Here, around 95% of the hunting episodes focus on large
ungulate species such as Cantabrian chamois (Rupricapra
pyrenaica, Bonaparte), red deer (Cervus elaphus, L.),
European roe deer (Capreolus capreolus, L.), Iberian wild
goat (Capra pyrenaica, Schinz) and wild boar (Sus scrofa,
L.; local authorities, personal communication). A small
proportion of the mountain range and most of the hunting
areas in the low mountain range are private reserves
(Fig. 1). These private reserves also have good conditions
for large ungulate hunting but mainly focus on European
roe deer and wild boar (hunted in 98% and 100% of the
surveyed private reserves, respectively; N=60), with red
deer (30%) and Cantabrian chamois (20%) hunted in fewer
reserves. European roe deer and Cantabrian chamois are
mainly hunted during spring and summer, red deer and wild
boar are hunted during autumn and winter, and Iberian wild
goats are hunted throughout the year (Table 1). Only the
wild boar is hunted by large hunting drives with several
hunters (maximum 25) and dogs (maximum 14). The other
ungulate species are mainly hunted by one person or small
group (two or three persons) without dogs (local authorities,
personal communication).
Study species
The griffon vulture is a cliff-nesting, large-sized raptor
widely distributed from the Mediterranean countries to
India, as well as areas in the north of Africa. Once
threatened, now the species is classified as of least concern
in both Europe and the world (BirdLife International 2007).
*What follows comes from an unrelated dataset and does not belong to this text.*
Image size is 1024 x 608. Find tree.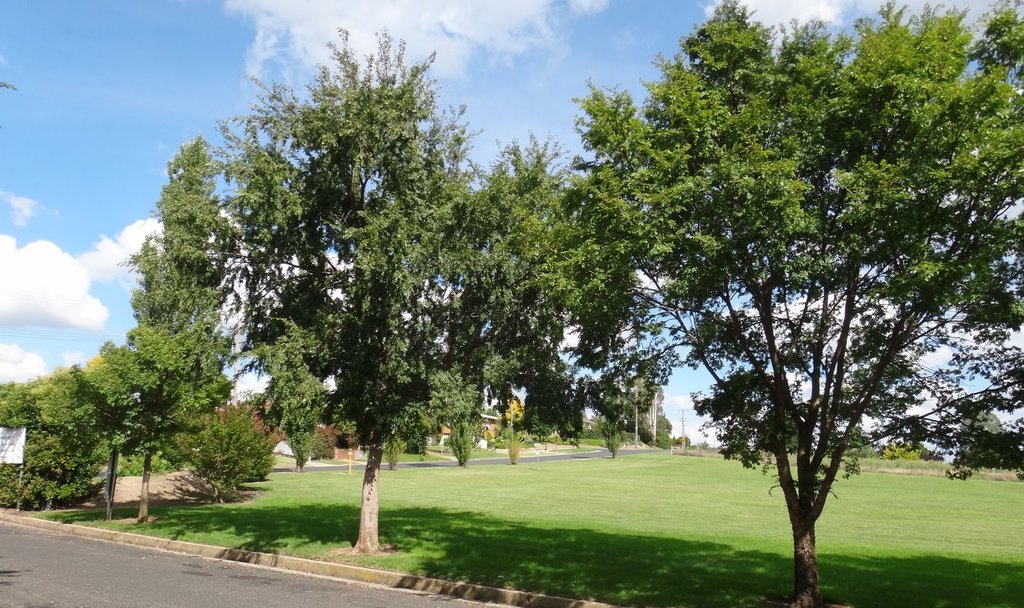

With around 22,700 breeding pairs (Del Moral and Martí
2001), the Iberian Peninsula holds one of the largest
populations of this species in the Western Palearctic (Del
Moral and Martí 2001). The griffon vulture is widespread
in Spain, where it is also classified as of least concern (Del
Moral and Martí 2001). Where cliffs are available, the
species occupies very different habitats, from plains to low
and high mountains, with the nests ranging in altitude from
sea level to the high mountains (above 1,700 m.a.s.l.;
authors, unpublished data). Griffon vultures breed mainly in
colonies which have from few to hundreds of pairs
(Donázar 1993). The breeding season extends from
December/January until July, and the brood consists only
Table 1 Hunting schedule in the game reserves of the study area according to every game species
Game species (mean weight)
Cantabrian chamois (27 kg)
Rupicapra pyrenaica
European roe deer (24 kg)
Capreolus capreolus
Red deer (120 kg)
Cervus elaphus
Iberian wild goat (60 kg)
Capra pyrenaica
Wild boar (70 kg)
Sus scrofa
Jan
Feb
0
0.4%
0
0.4%
65%(10)
15.9%
65%(10)
2.4%
Mar
Apr
3%(16)
3.2%
0
5.3%
May
3%(16)
13.1%
0
46.7%
Jun
3%(16)
14.8%
0
27.6%
95%(52)
4.2%
95%(52)
12.5%
95%(52)
41.7%
95%(52)
16.7%
Jul
3%(16)
13.1%
0
20.4%
Aug
3%(16)
4.9%
Sep
3%(16)
1.6%
Oct
3%(16)
36.7%
Nov
Dec
95%(104)
63.4%
95%(104)
23.7%
95%(52)
12.5%
65%(10)
17.1%
0
11.2%
95%(52)
8.3%
65%(10)
39.0%
0
0.9%
95%(52)
4.2%
65%(10)
25.6%
Grey boxes correspond to the hunting period for every species. The mean percentage of hunted individuals abandoned in the field is provided at
the top of each box together with the kilogrammes of food available for vultures per abandoned individual (in parenthesis). The percentage of
hunting episodes involving each species per month is provided at the bottom of each box (N=1,000)
522
of one chick (Donázar 1993; authors, personal observation).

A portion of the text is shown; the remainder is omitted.